The good news is that most phishing attempts share the same tells. Once you know what to look for, a suspicious message is usually easy to spot, and this guide walks through the signs and what to do next.
Paste an address for a free safety check: encryption, malware and phishing, domain age and more.
No single detail proves a message is phishing, but a few signs together are a strong warning: a sense of urgency or a threat, a sender address that does not match the real organisation, a generic greeting, spelling or formatting errors, and a link or attachment you were not expecting. Real companies do not ask for your password, one-time code, or full card details by email.
If you are unsure where a link actually goes, do not click it. You can paste the destination site into our free safety check first and see a plain verdict before you trust it.
Your account will be closed, a payment failed, act within 24 hours. Pressure is designed to stop you thinking and checking.
The display name looks right, but the actual email address is odd or on a domain that is not the real company.
Dear Customer or Dear User instead of your name. A company you have an account with usually knows who you are.
Typos, clumsy wording, stretched logos, or layouts that do not match the brand you know.
The visible text says one thing, but hovering over the link shows a different or misspelt web address.
An invoice, receipt, or document you did not ask for. Attachments can carry malware, so do not open them.

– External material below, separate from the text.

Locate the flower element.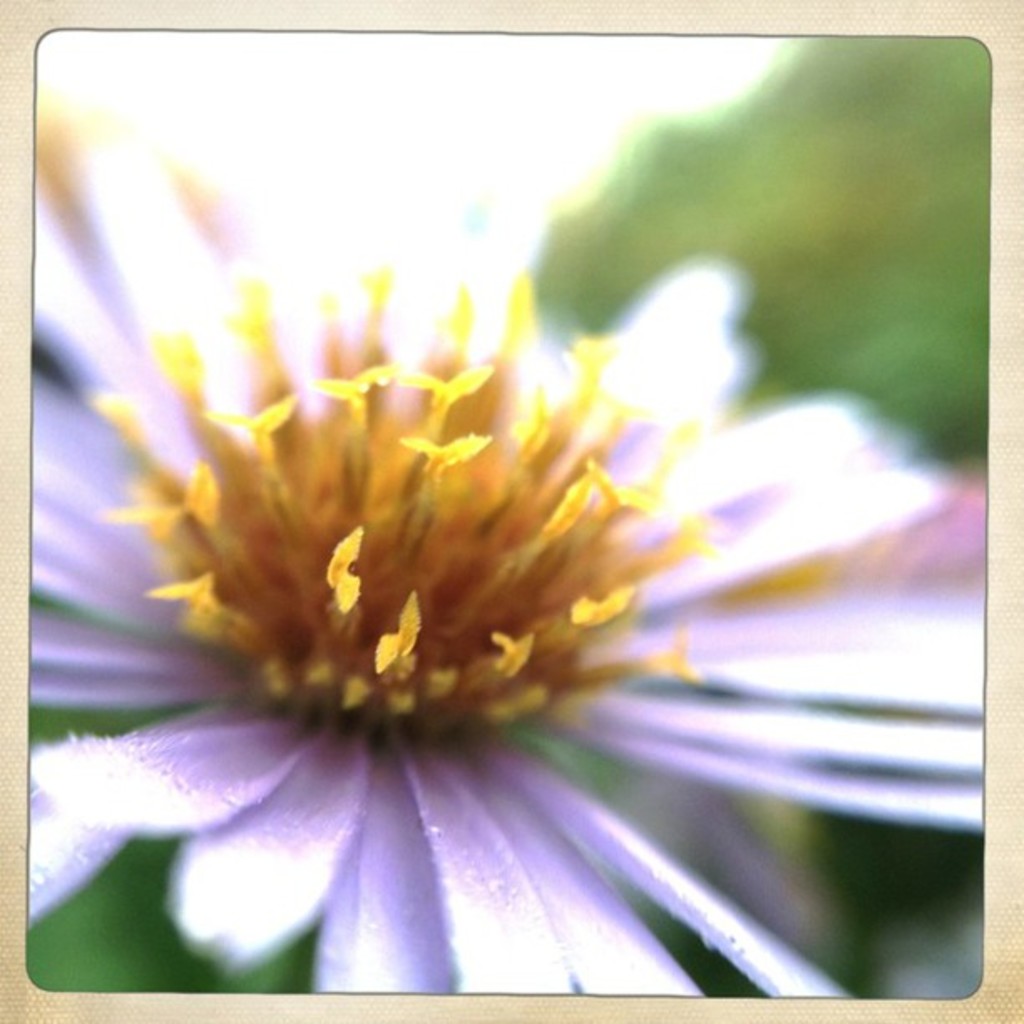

Be very cautious with any message that asks you to confirm your password, share a one-time code or verification PIN, or enter full card or banking details to unlock or verify an account. Legitimate organisations do not ask for these by email or text, because they already have what they need and know that codes and passwords should stay private. A request for this information is itself the warning sign.
Phishing links are made to look familiar while pointing somewhere else. The text might read like a real address while the underlying link goes to a lookalike domain, or the address swaps a letter or adds an extra word so it reads as genuine at a glance. On a computer you can hover over a link to see where it really leads before clicking. On a phone, press and hold the link to preview the destination.
If the destination is not clearly the official site, treat the message as suspicious. When you want to be sure, run the site through our free safety check, or read more about how to test a link and general email security.
Look for several signs together: a sense of urgency or a threat, a sender address that does not match the real company, a generic greeting, spelling or formatting errors, and links or attachments you were not expecting. Any request for your password, a one-time code, or full card details is a strong warning sign on its own.
Do not click links, open attachments, or reply. If you need to reach the company, use its official website or app rather than any contact details in the message. Report the email as phishing in your email app and then delete it.
On a computer, hover your mouse over the link and the real destination appears at the bottom of the screen. On a phone, press and hold the link to preview it. If the address is not clearly the official site, do not click, and you can paste the destination into our free safety check to see a verdict first.
If you only opened the page, close it and do not enter anything. If you typed a password or code, change that password immediately, turn on two-factor authentication, and watch the account for unusual activity. If you shared card details, contact your bank or card provider.
No. Legitimate organisations do not ask you to confirm your password, share a one-time code, or enter full card details by email. They already have what they need, so any message asking for this should be treated as phishing.